At breakfast Teddy was saying, "I'd certainly like to know what Peggy Lou was talking about when she said that letters make words, words make sentences, and sentences make paragraphs."

"You're asking me what Peggy Lou meant?" Sybil replied. "Me? I'm the last one to ask. You know how Peggy Lou and I feel about each other."

"Peggy Lou also said something about little gray boxes in rows and that she had to watch and be careful, that she had to get away," Teddy went on. "I've been hearing about these letters, words, and boxes for several years now."

Sybil replied thoughtfully, "I haven't the faintest idea." But as she spoke, she looked up at the blank red wall just ahead and, although aware of herself as Sybil, at the same time she felt like a little girl. It was not a matter of being childlike but of being a child. Then Sybil found herself saying, "When I was a youngster, I was not allowed to listen to fairy tales or any stories that were not "the truth." Nor was I allowed to make up stories. But I liked to write, especially animal stories and poetry. When Mother and Dad made me promise I would stop, I devised a way to "write" without writing. I would cut words and single letters in headings out of newspapers and put the letters in little gray boxes, which I took to school. Then I'd paste the words on sheets of heavy paper so that the letters made words, the words made paragraphs, and I could write without writing. You see?"

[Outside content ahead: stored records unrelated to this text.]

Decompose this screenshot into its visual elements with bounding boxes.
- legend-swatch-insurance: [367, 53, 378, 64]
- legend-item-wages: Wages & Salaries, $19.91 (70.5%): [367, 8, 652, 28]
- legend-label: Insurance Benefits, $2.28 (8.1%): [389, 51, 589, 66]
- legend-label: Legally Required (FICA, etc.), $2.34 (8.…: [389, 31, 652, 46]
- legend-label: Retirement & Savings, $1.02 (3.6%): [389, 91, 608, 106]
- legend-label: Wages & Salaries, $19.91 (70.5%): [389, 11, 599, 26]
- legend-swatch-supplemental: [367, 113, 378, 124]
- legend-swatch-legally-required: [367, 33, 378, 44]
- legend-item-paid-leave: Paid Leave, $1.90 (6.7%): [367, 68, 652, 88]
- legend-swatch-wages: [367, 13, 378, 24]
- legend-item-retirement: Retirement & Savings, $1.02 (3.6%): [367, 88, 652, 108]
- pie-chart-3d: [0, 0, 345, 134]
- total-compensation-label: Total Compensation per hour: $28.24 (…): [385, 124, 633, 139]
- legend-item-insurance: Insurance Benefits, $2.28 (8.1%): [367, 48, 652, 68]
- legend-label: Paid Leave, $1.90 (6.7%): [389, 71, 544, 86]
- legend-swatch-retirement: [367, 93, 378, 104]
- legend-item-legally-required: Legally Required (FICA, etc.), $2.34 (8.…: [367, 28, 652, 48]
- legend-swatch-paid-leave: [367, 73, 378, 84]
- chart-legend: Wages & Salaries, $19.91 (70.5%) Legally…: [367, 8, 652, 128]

Bewildered, Teddy reminded her roommate, "But you just said that you didn't have the faintest recollection."

"I didn't," Sybil replied calmly, "but then I did. You see I devised that technique when I was in the third and fourth grades, after my grandmother died."

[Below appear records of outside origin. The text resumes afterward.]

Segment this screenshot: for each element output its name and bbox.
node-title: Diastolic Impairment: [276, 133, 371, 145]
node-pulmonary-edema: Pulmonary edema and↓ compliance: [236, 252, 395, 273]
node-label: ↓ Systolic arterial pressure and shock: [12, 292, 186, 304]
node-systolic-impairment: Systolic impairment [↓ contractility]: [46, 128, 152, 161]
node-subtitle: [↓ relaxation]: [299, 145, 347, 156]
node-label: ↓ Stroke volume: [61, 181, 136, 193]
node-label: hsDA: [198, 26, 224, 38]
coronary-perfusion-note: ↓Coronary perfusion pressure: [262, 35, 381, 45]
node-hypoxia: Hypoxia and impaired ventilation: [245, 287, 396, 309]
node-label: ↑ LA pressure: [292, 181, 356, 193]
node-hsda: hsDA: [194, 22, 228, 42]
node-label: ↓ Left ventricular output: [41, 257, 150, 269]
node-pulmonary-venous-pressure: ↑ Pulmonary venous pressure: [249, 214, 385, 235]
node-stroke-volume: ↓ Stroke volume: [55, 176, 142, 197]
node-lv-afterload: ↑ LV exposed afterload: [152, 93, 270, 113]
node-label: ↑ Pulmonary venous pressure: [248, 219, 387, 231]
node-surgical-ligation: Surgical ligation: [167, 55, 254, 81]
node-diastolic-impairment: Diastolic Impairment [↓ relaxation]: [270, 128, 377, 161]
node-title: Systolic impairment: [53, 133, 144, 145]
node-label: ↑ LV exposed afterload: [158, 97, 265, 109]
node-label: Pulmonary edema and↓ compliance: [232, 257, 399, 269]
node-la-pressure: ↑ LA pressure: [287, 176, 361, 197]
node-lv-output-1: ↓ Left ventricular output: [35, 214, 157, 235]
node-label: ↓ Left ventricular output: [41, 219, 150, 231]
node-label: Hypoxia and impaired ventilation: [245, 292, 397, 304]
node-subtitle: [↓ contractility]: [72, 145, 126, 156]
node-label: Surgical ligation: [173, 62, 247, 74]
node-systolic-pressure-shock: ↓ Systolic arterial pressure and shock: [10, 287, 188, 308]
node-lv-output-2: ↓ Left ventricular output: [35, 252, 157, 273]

The third and fourth grades, after her grandmother died? The calm vanished as Sybil realized what she had said.

Out of the mist hanging heavily over Sybil's two lost years (between the ages of nine and eleven) Peggy Lou's memories were becoming Sybil's. By responding to Peggy Lou's memory as if it were her own, the waking self that was called Sybil had been able to recall an incident from the childhood of the alternating self. And all at once Sybil realized that at that moment she felt not merely like Peggy Lou; she was one with her. Pentothal had ripped open the unused line of communication between Sybil and one of her other selves to restore a fragment of the lost years. Sybil, who had never been ten or eleven years old, had in a swift flashback become those ages. What had started as a casual breakfast conversation had become a milestone along the pathways of restoration of the original Sybil.

With the new feeling of being one with Peggy Lou there also came a wholly new attitude toward both Peggy Lou and the other selves. Sybil was now becoming able to distinguish what she did, as she put it, as "someone else" from what she did "as myself." The Sybil who in Vicky's description stood aside had now moved in closer.